Book 2 – In Progress
After publishing my first book, I again realized something: design doesn’t stop once the drawings are done. It evolves, it travels, it lands in places we sometimes forget to look. That’s what brought me here—back to the airport.
This next book began as a presentation I once gave at the Aerotropolis event. Back then, I spoke about airports not just as spaces of transition, but as destinations in their own right. It wasn’t the slides that stayed with me—it was the feeling behind them. The quiet truth about how we experience space when we travel. That idea lingered. And I knew I had to go deeper.
Let’s be honest: most people don’t love airports.
They’re places of waiting, of stress, of overpriced coffee, and endless queues. We take off our shoes, shuffle through scanners, sit in stiff seats. We’re tired before we even board. And yet… there’s still something magical about traveling. Something we all look forward to.
Why?
Because beyond the hassle, there’s anticipation. Possibility. Movement. The feeling that something new is just around the corner.

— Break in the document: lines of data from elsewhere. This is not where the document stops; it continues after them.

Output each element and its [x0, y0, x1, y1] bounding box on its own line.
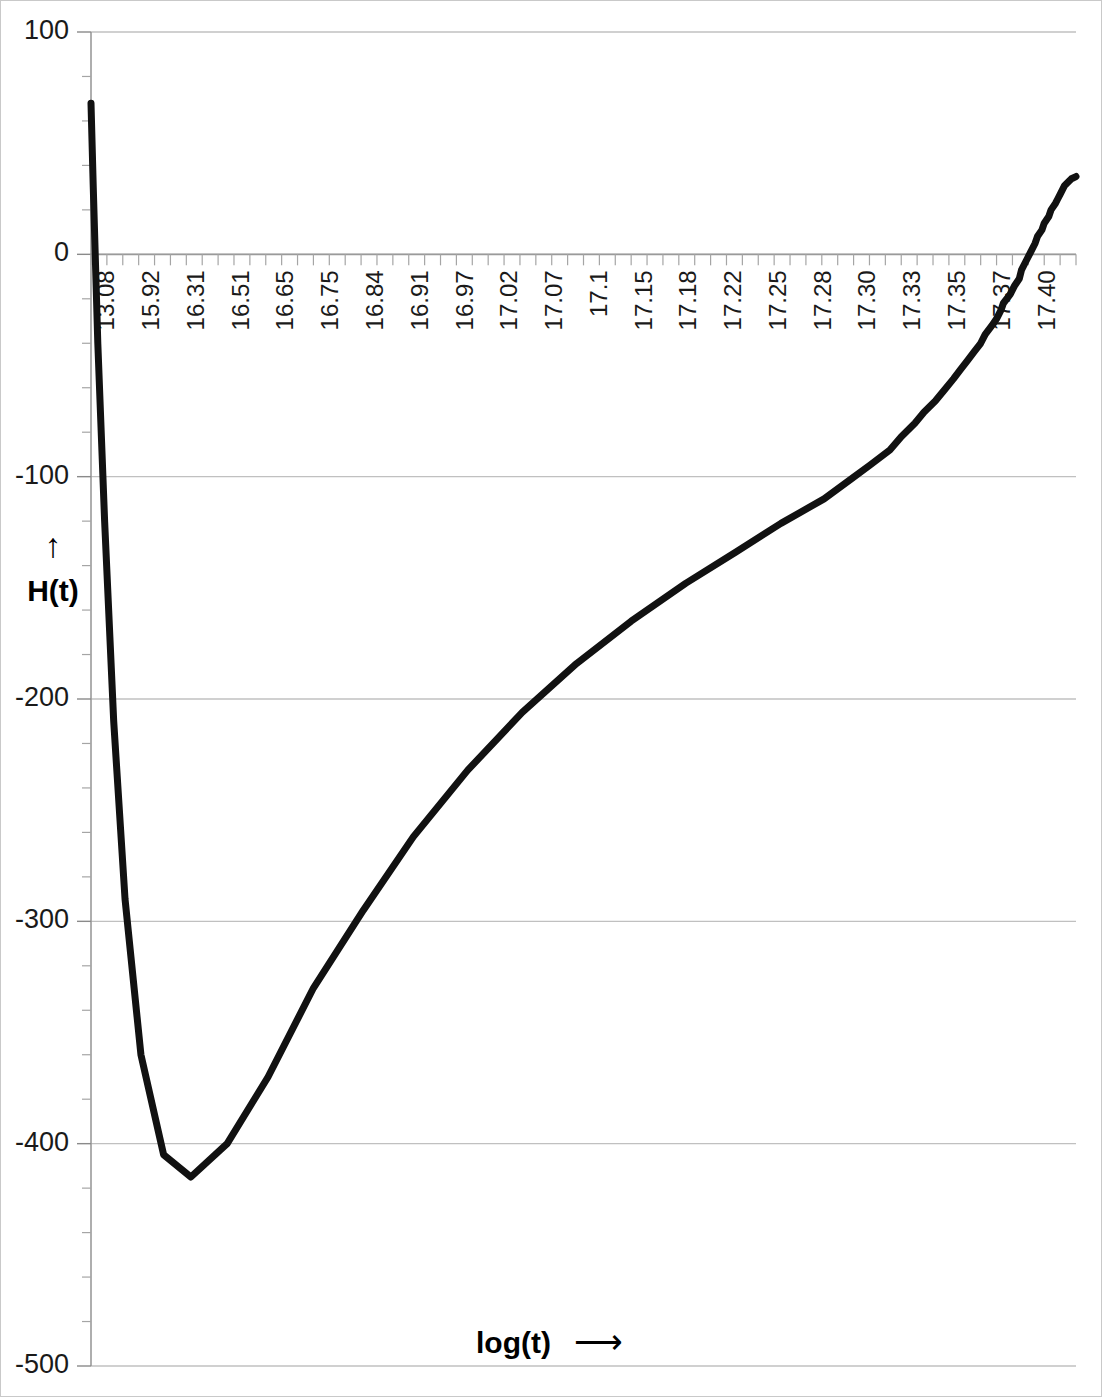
x-tick-label: 17.1 [585, 270, 612, 317]
x-tick-label: 16.91 [406, 270, 433, 330]
y-axis-arrow-icon: ↑ [45, 526, 62, 564]
chart-canvas: 1000-100-200-300-400-500 13.0815.9216.31… [1, 1, 1102, 1397]
x-tick-label: 16.97 [451, 270, 478, 330]
chart-page: 1000-100-200-300-400-500 13.0815.9216.31… [0, 0, 1102, 1397]
x-tick-label: 17.18 [674, 270, 701, 330]
x-tick-label: 17.28 [809, 270, 836, 330]
y-tick-label: 0 [54, 237, 69, 267]
y-axis-title: H(t) [27, 574, 79, 607]
x-tick-labels: 13.0815.9216.3116.5116.6516.7516.8416.91… [92, 270, 1059, 330]
y-axis-layer [77, 32, 91, 1366]
x-tick-label: 17.35 [943, 270, 970, 330]
y-tick-labels: 1000-100-200-300-400-500 [15, 15, 69, 1379]
x-tick-label: 16.65 [271, 270, 298, 330]
x-tick-label: 17.22 [719, 270, 746, 330]
x-tick-label: 17.40 [1033, 270, 1060, 330]
x-tick-label: 17.30 [853, 270, 880, 330]
x-tick-label: 17.33 [898, 270, 925, 330]
x-tick-label: 17.07 [540, 270, 567, 330]
x-tick-label: 15.92 [137, 270, 164, 330]
x-axis-layer [91, 254, 1076, 265]
x-tick-label: 17.25 [764, 270, 791, 330]
x-tick-label: 16.75 [316, 270, 343, 330]
y-tick-label: -100 [15, 460, 69, 490]
y-tick-label: -200 [15, 682, 69, 712]
x-axis-arrow-icon: ⟶ [574, 1322, 623, 1360]
x-axis-title: log(t) [476, 1326, 551, 1359]
y-tick-label: -500 [15, 1349, 69, 1379]
x-tick-label: 17.15 [630, 270, 657, 330]
grid-layer [91, 32, 1076, 1366]
x-tick-label: 16.51 [227, 270, 254, 330]
y-tick-label: 100 [24, 15, 69, 45]
x-tick-label: 16.84 [361, 270, 388, 330]
y-tick-label: -300 [15, 904, 69, 934]
x-tick-label: 16.31 [182, 270, 209, 330]
x-tick-label: 17.02 [495, 270, 522, 330]
y-tick-label: -400 [15, 1127, 69, 1157]
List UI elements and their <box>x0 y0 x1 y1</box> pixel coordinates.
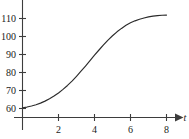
y-tick-label-90: 90 <box>6 49 16 60</box>
y-tick-label-70: 70 <box>6 85 16 96</box>
chart-plot-area: 110 100 90 80 70 60 2 4 6 8 t <box>0 0 189 139</box>
y-tick-label-60: 60 <box>6 103 16 114</box>
y-tick-label-80: 80 <box>6 67 16 78</box>
x-tick-label-8: 8 <box>164 124 169 135</box>
x-axis-label: t <box>184 112 187 123</box>
y-tick-label-100: 100 <box>1 31 16 42</box>
x-tick-label-2: 2 <box>56 124 61 135</box>
x-tick-label-4: 4 <box>92 124 97 135</box>
y-tick-label-110: 110 <box>1 13 16 24</box>
x-axis-arrow-icon <box>175 114 184 122</box>
chart-figure: 110 100 90 80 70 60 2 4 6 8 t <box>0 0 189 139</box>
data-series-curve <box>23 15 167 108</box>
x-tick-label-6: 6 <box>128 124 133 135</box>
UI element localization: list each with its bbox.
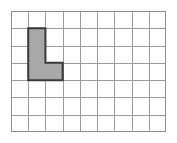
l-shape-polygon [28,28,62,80]
figure-title: Shaded L-shape on a square grid [0,21,1,22]
grid-svg [11,11,166,132]
figure-root: Shaded L-shape on a square grid A rectan… [0,0,177,143]
shape-group [28,28,62,80]
figure-description: A rectangular grid of unit squares with … [0,16,1,17]
grid-area [11,11,166,132]
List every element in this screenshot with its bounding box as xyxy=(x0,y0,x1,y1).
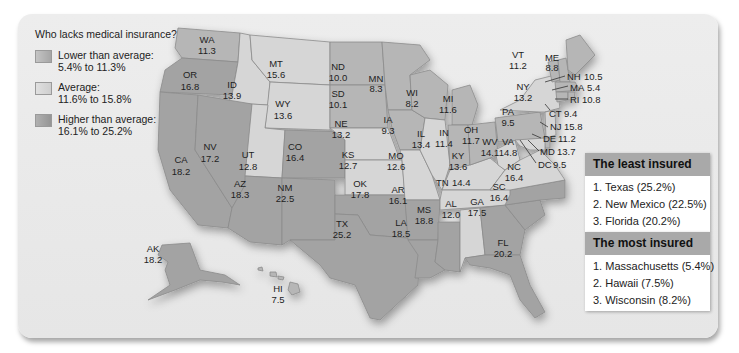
map-label: NE xyxy=(334,118,347,129)
map-label: VA xyxy=(502,136,515,147)
map-label: 14.8 xyxy=(499,147,518,158)
least-insured-title: The least insured xyxy=(585,153,710,176)
map-label: 13.4 xyxy=(412,139,431,150)
map-label: 17.5 xyxy=(468,207,487,218)
map-label: 16.4 xyxy=(490,192,509,203)
map-label: RI xyxy=(570,94,580,105)
map-label: DC xyxy=(538,159,552,170)
map-label: 10.5 xyxy=(584,71,603,82)
state-MS xyxy=(435,222,460,272)
map-label: 13.2 xyxy=(332,129,351,140)
map-label: KS xyxy=(342,149,355,160)
map-label: AZ xyxy=(234,178,246,189)
list-item: 2. Hawaii (7.5%) xyxy=(593,275,704,292)
map-label: 8.8 xyxy=(545,62,558,73)
map-label: AR xyxy=(391,184,404,195)
map-label: 11.2 xyxy=(558,133,576,144)
map-label: LA xyxy=(395,217,407,228)
map-label: 9.3 xyxy=(381,125,394,136)
map-label: TX xyxy=(336,218,349,229)
map-label: MD xyxy=(540,146,555,157)
map-label: 16.1 xyxy=(389,195,408,206)
map-label: NV xyxy=(203,141,217,152)
map-label: 12.8 xyxy=(239,161,258,172)
map-label: 25.2 xyxy=(333,229,352,240)
map-label: DE xyxy=(543,133,556,144)
map-label: 9.5 xyxy=(553,159,566,170)
map-label: 13.6 xyxy=(274,110,293,121)
state-ME xyxy=(566,35,595,75)
map-label: 9.4 xyxy=(564,108,577,119)
map-label: 7.5 xyxy=(271,294,284,305)
map-label: 10.1 xyxy=(329,99,348,110)
map-label: 11.2 xyxy=(509,60,527,71)
map-label: WV xyxy=(482,136,498,147)
map-label: NC xyxy=(507,161,521,172)
map-label: TN xyxy=(436,177,449,188)
most-insured-list: 1. Massachusetts (5.4%) 2. Hawaii (7.5%)… xyxy=(585,255,710,311)
map-label: 18.3 xyxy=(231,189,250,200)
map-label: 16.4 xyxy=(286,152,305,163)
map-label: 17.2 xyxy=(201,153,220,164)
map-label: 18.2 xyxy=(172,166,191,177)
map-label: 22.5 xyxy=(276,193,295,204)
map-label: NM xyxy=(278,182,293,193)
map-label: 13.6 xyxy=(449,161,468,172)
list-item: 1. Massachusetts (5.4%) xyxy=(593,258,704,275)
map-label: 13.2 xyxy=(514,92,533,103)
map-label: WY xyxy=(275,98,291,109)
map-label: 13.9 xyxy=(223,90,242,101)
map-label: HI xyxy=(273,283,283,294)
map-label: CO xyxy=(288,141,302,152)
map-label: MS xyxy=(417,204,431,215)
map-label: MT xyxy=(269,58,283,69)
map-shape xyxy=(148,28,595,320)
map-label: 12.7 xyxy=(339,160,358,171)
map-label: VT xyxy=(512,49,524,60)
list-item: 3. Florida (20.2%) xyxy=(593,213,704,230)
map-label: IA xyxy=(384,114,394,125)
state-FL xyxy=(465,255,545,318)
map-label: MA xyxy=(570,82,585,93)
map-label: CT xyxy=(549,108,562,119)
map-label: IL xyxy=(417,128,425,139)
map-label: FL xyxy=(497,237,508,248)
map-label: 14.1 xyxy=(481,147,500,158)
map-label: NJ xyxy=(550,121,562,132)
map-label: AL xyxy=(445,198,457,209)
list-item: 2. New Mexico (22.5%) xyxy=(593,196,704,213)
map-label: 10.0 xyxy=(329,72,348,83)
least-insured-box: The least insured 1. Texas (25.2%) 2. Ne… xyxy=(585,153,710,232)
map-label: 14.4 xyxy=(452,177,471,188)
map-label: 18.2 xyxy=(144,254,163,265)
most-insured-box: The most insured 1. Massachusetts (5.4%)… xyxy=(585,232,710,311)
map-label: 8.2 xyxy=(405,98,418,109)
map-label: MO xyxy=(388,150,403,161)
map-label: OR xyxy=(183,69,197,80)
map-label: 20.2 xyxy=(494,248,513,259)
map-label: 12.0 xyxy=(442,209,461,220)
map-label: 13.7 xyxy=(557,146,576,157)
least-insured-list: 1. Texas (25.2%) 2. New Mexico (22.5%) 3… xyxy=(585,176,710,232)
map-label: IN xyxy=(439,127,449,138)
map-label: 15.6 xyxy=(267,69,286,80)
map-label: PA xyxy=(502,106,515,117)
map-label: GA xyxy=(470,196,484,207)
map-label: NY xyxy=(516,81,530,92)
map-label: UT xyxy=(242,149,255,160)
map-label: 9.5 xyxy=(501,117,514,128)
most-insured-title: The most insured xyxy=(585,232,710,255)
list-item: 3. Wisconsin (8.2%) xyxy=(593,292,704,309)
map-label: SD xyxy=(331,88,344,99)
map-label: CA xyxy=(174,154,188,165)
map-label: 11.7 xyxy=(462,135,480,146)
map-label: WA xyxy=(200,34,216,45)
map-label: 11.3 xyxy=(198,45,216,56)
map-label: 11.4 xyxy=(435,138,453,149)
map-label: 16.4 xyxy=(505,172,524,183)
map-label: 10.8 xyxy=(582,94,601,105)
map-label: 11.6 xyxy=(439,104,457,115)
map-label: 15.8 xyxy=(564,121,583,132)
map-label: KY xyxy=(452,150,465,161)
state-AK xyxy=(148,243,240,300)
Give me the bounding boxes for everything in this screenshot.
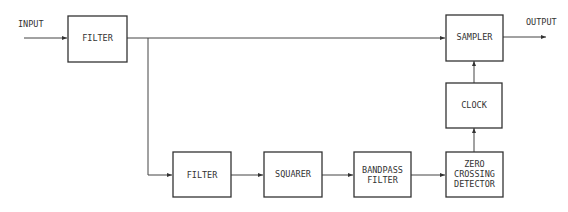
branch-wire (148, 38, 172, 175)
squarer-block: SQUARER (264, 152, 322, 197)
zero-crossing-detector-block: ZERO CROSSING DETECTOR (446, 152, 503, 197)
clock-block: CLOCK (446, 83, 502, 128)
svg-text:BANDPASS: BANDPASS (362, 165, 403, 175)
svg-text:DETECTOR: DETECTOR (454, 179, 496, 189)
sampler-block: SAMPLER (446, 15, 503, 61)
svg-text:FILTER: FILTER (367, 175, 399, 185)
output-label: OUTPUT (526, 17, 557, 27)
svg-text:FILTER: FILTER (187, 170, 219, 180)
input-label: INPUT (18, 19, 44, 29)
svg-text:CLOCK: CLOCK (461, 100, 487, 110)
filter2-block: FILTER (173, 152, 231, 197)
svg-text:SAMPLER: SAMPLER (457, 32, 494, 42)
bandpass-filter-block: BANDPASS FILTER (354, 152, 411, 197)
svg-text:SQUARER: SQUARER (275, 169, 312, 179)
svg-text:FILTER: FILTER (82, 33, 114, 43)
svg-text:ZERO: ZERO (464, 159, 484, 169)
filter-block: FILTER (68, 16, 127, 62)
block-diagram: INPUT OUTPUT FILTER SAMPLER CLOCK FILTER… (0, 0, 568, 212)
svg-text:CROSSING: CROSSING (454, 169, 495, 179)
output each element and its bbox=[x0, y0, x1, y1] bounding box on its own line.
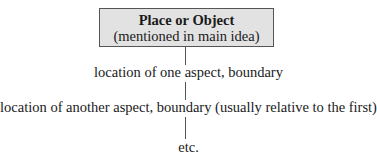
root-node-subtitle: (mentioned in main idea) bbox=[100, 28, 273, 44]
connector-line-3 bbox=[185, 117, 186, 139]
step-label-2: location of another aspect, boundary (us… bbox=[0, 99, 377, 115]
root-node-title: Place or Object bbox=[100, 12, 273, 28]
step-label-3: etc. bbox=[0, 139, 377, 155]
connector-line-2 bbox=[185, 82, 186, 100]
step-label-1: location of one aspect, boundary bbox=[0, 64, 377, 80]
connector-line-1 bbox=[185, 46, 186, 65]
root-node-box: Place or Object (mentioned in main idea) bbox=[99, 8, 274, 47]
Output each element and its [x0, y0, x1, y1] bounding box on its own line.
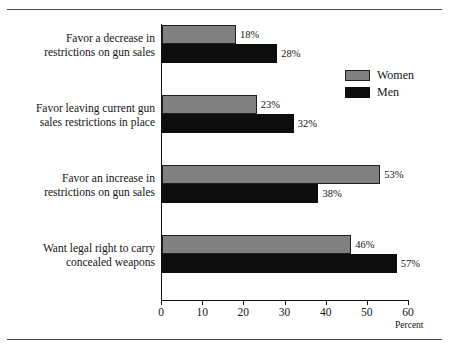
bar-men — [162, 114, 294, 133]
category-label: Favor a decrease inrestrictions on gun s… — [8, 32, 155, 59]
bar-value-label: 57% — [401, 258, 420, 269]
x-tick — [161, 300, 162, 305]
x-tick-label: 40 — [311, 306, 341, 318]
bar-value-label: 53% — [384, 169, 403, 180]
bar-women — [162, 165, 380, 184]
plot-area: Favor a decrease inrestrictions on gun s… — [0, 0, 449, 355]
x-tick-label: 10 — [187, 306, 217, 318]
x-axis-title: Percent — [395, 320, 424, 330]
x-tick — [202, 300, 203, 305]
legend-item-women: Women — [345, 68, 414, 83]
x-tick — [408, 300, 409, 305]
bar-women — [162, 95, 257, 114]
bar-value-label: 32% — [298, 118, 317, 129]
category-label: Want legal right to carryconcealed weapo… — [8, 242, 155, 269]
bar-women — [162, 235, 351, 254]
x-tick — [326, 300, 327, 305]
legend-swatch-men — [345, 87, 370, 98]
x-tick — [243, 300, 244, 305]
bar-value-label: 18% — [240, 29, 259, 40]
chart-legend: WomenMen — [345, 68, 414, 102]
bar-value-label: 23% — [261, 99, 280, 110]
x-tick — [285, 300, 286, 305]
bar-men — [162, 184, 318, 203]
bar-men — [162, 44, 277, 63]
legend-label: Women — [377, 68, 414, 83]
x-tick-label: 0 — [146, 306, 176, 318]
x-tick-label: 30 — [270, 306, 300, 318]
legend-item-men: Men — [345, 85, 414, 100]
bar-men — [162, 254, 397, 273]
chart-figure: Favor a decrease inrestrictions on gun s… — [0, 0, 449, 355]
x-tick — [367, 300, 368, 305]
category-label: Favor an increase inrestrictions on gun … — [8, 172, 155, 199]
bar-women — [162, 25, 236, 44]
bar-value-label: 46% — [355, 239, 374, 250]
legend-label: Men — [377, 85, 399, 100]
bar-value-label: 38% — [322, 188, 341, 199]
legend-swatch-women — [345, 70, 370, 81]
bar-value-label: 28% — [281, 48, 300, 59]
x-tick-label: 20 — [228, 306, 258, 318]
x-tick-label: 60 — [393, 306, 423, 318]
category-label: Favor leaving current gunsales restricti… — [8, 102, 155, 129]
x-tick-label: 50 — [352, 306, 382, 318]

So here’s the question I want to explore:
Can the airport become part of that joy? Not just a gateway, but an experience that belongs to the journey?
In Design Beyond Form: Airport, the Destination, I want to rethink how we design these spaces—not as in-between zones but as meaningful, contextual destinations. What would change if we designed airports with the same care we give to parks, museums, or marketplaces? What if they reflected the identity of the city they serve, while easing the tension of travel instead of adding to it?

It’s not the form—it’s the context.
Go find out why.
This book will go beyond floor plans and terminal layouts. It will be about travel as human experience—and the airport as one of the first places where that experience begins. Or ends. Or lingers.
What if stepping into an airport could feel like arriving already?